Costly Prerequisites
Installation of Sequel Net Access Manager is somewhat complicated. Before
you can install the software, you must make sure your existing network
infrastructure is set up properly. You must set up your Windows NT Server as an
active, multi-homed router. In non-networkese, this means that your NT Server
must have two operational Ethernet cards. One Ethernet card connects to your
internal LAN; the other connects to the equipment you use for your Internet
connection.
This configuration is necessary because the software must inspect and take
action on all Internet-bound packets on your network. If your Internet gateway
router were accessible from every machine on the network, packets from your
users' machines would bypass the software entirely and go directly to the
Internet router. In that case, the software couldn't take corrective action
(i.e., block access to sites, limit bandwidth). By placing Sequel Net Access
Manager on an NT server between your Internet router and the rest of your LAN,
it can effectively intercept all Internet-related activity.
The software's multihoming requirement is perhaps the biggest obstacle to
setting up the software. It can also be a serious problem because you must do a
significant amount of work to reconfigure your network topology. Instead of
setting up their NT server as a multihoming router, most companies have only a
firewall machine between their LAN and their Internet telecommunications
hardware and have the firewall plug into a port on a hub. This configuration
effectively lets every machine on the internal network see the firewall so it
can access the Internet. Reconfiguring the physical layout of the network might
involve buying additional hardware.
Another prerequisite is that the software's host NT machine have Microsoft
SQL Server 6.0 or later. During installation, Sequel Net Access Manager creates
a database with several tables to store information about users and access
statistics. If you don't already have SQL Server, this requirement can result in
another substantial expense.
Getting It Going
You install Sequel Net Access Manager in three phases: You install the
software on your NT server, add it to your system configuration, and configure
it with your company's user access policies. Installing the software from a
CD-ROM is painless. After running the installation program, the software prompts
you for the components you want to install: the Client Administrator, the Filter
and Sequel Naming Service, and the database. Because the database component can
be CPU intensive, you might want to install it on a server other than your
dedicated Sequel Net Access Manager server. You can install the Client
Administrator program on any NT server. You can install the naming service on
either server, but the vendor recommends that you install this component after
installing all the other components, especially when you plan to use the
software's dynamic user tracking features.
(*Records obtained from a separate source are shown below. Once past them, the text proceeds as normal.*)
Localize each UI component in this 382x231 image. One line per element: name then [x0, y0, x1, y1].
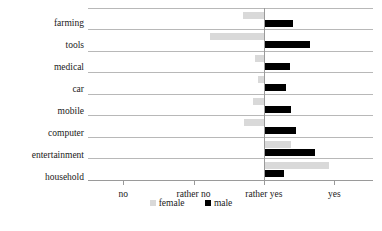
gridline — [88, 94, 373, 95]
bar-male-tools — [264, 41, 310, 48]
plot-area: no rather no rather yes yes — [88, 8, 373, 180]
legend-label-male: male — [214, 198, 232, 208]
bar-female-household — [264, 162, 329, 169]
bar-male-entertainment — [264, 149, 315, 156]
gridline — [88, 115, 373, 116]
chart-legend: female male — [0, 198, 382, 208]
gridline — [88, 137, 373, 138]
category-label-medical: medical — [0, 62, 84, 72]
baseline-reference-line — [264, 8, 265, 181]
x-axis-tick — [123, 180, 124, 185]
category-label-farming: farming — [0, 18, 84, 28]
x-axis-tick — [334, 180, 335, 185]
gridline — [88, 8, 373, 9]
category-label-mobile: mobile — [0, 106, 84, 116]
bar-male-car — [264, 84, 287, 91]
bar-female-tools — [210, 33, 264, 40]
bar-female-entertainment — [264, 141, 291, 148]
bar-female-farming — [243, 12, 264, 19]
category-label-entertainment: entertainment — [0, 150, 84, 160]
gridline — [88, 72, 373, 73]
category-label-tools: tools — [0, 40, 84, 50]
x-axis-tick — [194, 180, 195, 185]
bar-female-medical — [255, 55, 264, 62]
category-axis: farming tools medical car mobile compute… — [0, 8, 84, 180]
gridline — [88, 51, 373, 52]
bar-male-farming — [264, 20, 294, 27]
bar-male-computer — [264, 127, 296, 134]
legend-item-female: female — [150, 198, 185, 208]
gridline — [88, 158, 373, 159]
female-swatch-icon — [150, 200, 156, 206]
gridline — [88, 29, 373, 30]
bar-male-medical — [264, 63, 290, 70]
legend-item-male: male — [205, 198, 232, 208]
bar-female-computer — [244, 119, 264, 126]
category-label-computer: computer — [0, 128, 84, 138]
category-label-household: household — [0, 172, 84, 182]
category-label-car: car — [0, 84, 84, 94]
bar-male-household — [264, 170, 284, 177]
bar-female-mobile — [253, 98, 264, 105]
bar-male-mobile — [264, 106, 291, 113]
x-axis-tick — [264, 180, 265, 185]
x-axis-line — [88, 180, 373, 181]
legend-label-female: female — [159, 198, 185, 208]
male-swatch-icon — [205, 200, 211, 206]
chart-container: farming tools medical car mobile compute… — [0, 0, 382, 231]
For instance, you can use one machine running SQL Server to house the
database so that the database doesn't steal CPU cycles from your NT server. This
option is useful if your network connection tends to be busy. You can then use
another client computer to run the Client Administrator for administering your
Sequel Net Access Manager settings. The final computer is the regular NT machine
that acts as the outbound firewall--it runs the filtering and naming components
of the Sequel product.
After you install the software, you must add the necessary device
drivers--the Sequel Net Access Manager Filter--into your network bindings. From
Control Panel, Network, Protocols, click Have Disk to specify the location of
the Sequel Net Access Manager files. The final step in the network configuration
requires you to know which of the two network cards in your Network, Bindings
tab points to the segment of your network where your Internet router resides.
You have to disable the Sequel Net Access Manager Filter from this interface
card and leave it active for only the Ethernet card that points to the LAN
segment where user computers reside.